Today, when she’s not working at her office job, or tending to her infant son, Trang pours every spare moment into a rag-tag operation called Hanoi Pet Rescue, which she created in 2012. Its mission: to find a home for every discarded pet in the city. No matter how ugly. No matter how sick.

Her phone rings, day and night, with citizen reports of abandoned pets. Trang and her team rush out on motorbikes, pick up stranded animals off the street and place them with foster families via Facebook, where the group’s page has nearly 150,000 likes.

But Trang and like-minded Vietnamese — who believe dog-eating is morally obscene — are only a tiny minority in Hanoi. “I pay a price for my position,” Trang says. “People laugh at us. They think I’m crazy.”

“We are a cultural anomaly”

To most Americans, Trang sounds perfectly sane — perhaps a voice of reason in a dystopian world where roasted dog heads are displayed on the street. But she has much less in common with the typical American of just a century or so ago, when animal welfare was a distant priority.

Imagine a city where the government pays the poor 50 cents to kill stray dogs.
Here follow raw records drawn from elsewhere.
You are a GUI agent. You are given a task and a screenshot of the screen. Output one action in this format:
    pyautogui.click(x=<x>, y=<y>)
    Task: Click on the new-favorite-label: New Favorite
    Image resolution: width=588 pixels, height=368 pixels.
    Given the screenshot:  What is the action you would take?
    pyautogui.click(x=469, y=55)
Imagine officials cramming unwanted dogs into cages and lowering them into a river as crowds watch for entertainment.

That’s New York City in the mid-19th century, when the metropolis was flooded with strays. An 1857 New York Times report described these mass dog drownings as a “confusion of howls, a gulping, bubbling, choking sound … and when the water is drawn off, there are 50 dog corpses.”

“They’d do it all morning long,” Herzog says. “People would come and watch.”
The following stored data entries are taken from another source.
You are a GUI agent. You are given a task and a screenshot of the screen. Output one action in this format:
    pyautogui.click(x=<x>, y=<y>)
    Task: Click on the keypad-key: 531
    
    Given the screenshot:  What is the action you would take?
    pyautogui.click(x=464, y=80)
Fast forward to the 21st century and the New York Times is running op-eds with titles like “Dogs are people too.” The public perception of dogs, Herzog says, has changed radically in the West. But many cultures haven’t come along for the ride.
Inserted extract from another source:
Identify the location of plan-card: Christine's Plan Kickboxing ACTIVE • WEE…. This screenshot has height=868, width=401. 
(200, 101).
“In most cultures, the idea that dogs are people is bizarre,” he says. “We are a cultural anomaly.”

Thu the dog butcher agrees: Westerners’ habit of coddling dogs is straight-up odd. But he concedes that slaughtering dogs is nasty work. He’s hoping to quit in the next few years. “It’s no good. Killing animals is bad luck,” Thu says. “I don’t want to pass this profession down to my children.”

Viewed through an American lens, Thu is vicious. He casually cuts dog throats and then goes back to munching noodles. He mashes dogs into cages so tight they can barely wriggle. He’s at his most menacing when he fires up his homemade shock baton and zaps dogs into a stupor.

But in Thu’s mind, he’s a responsible butcher with a compassionate streak. That shock baton? It’s not meant to torture. It’s meant to blast their senses so they don’t feel the blade at their throat.

“I used to just beat them with poles. But that causes too much pain,” says Thu, his taser at the ready. “That’s why I started using this. I think it’s more humane.”

This article was edited by David Case @DCaseGP.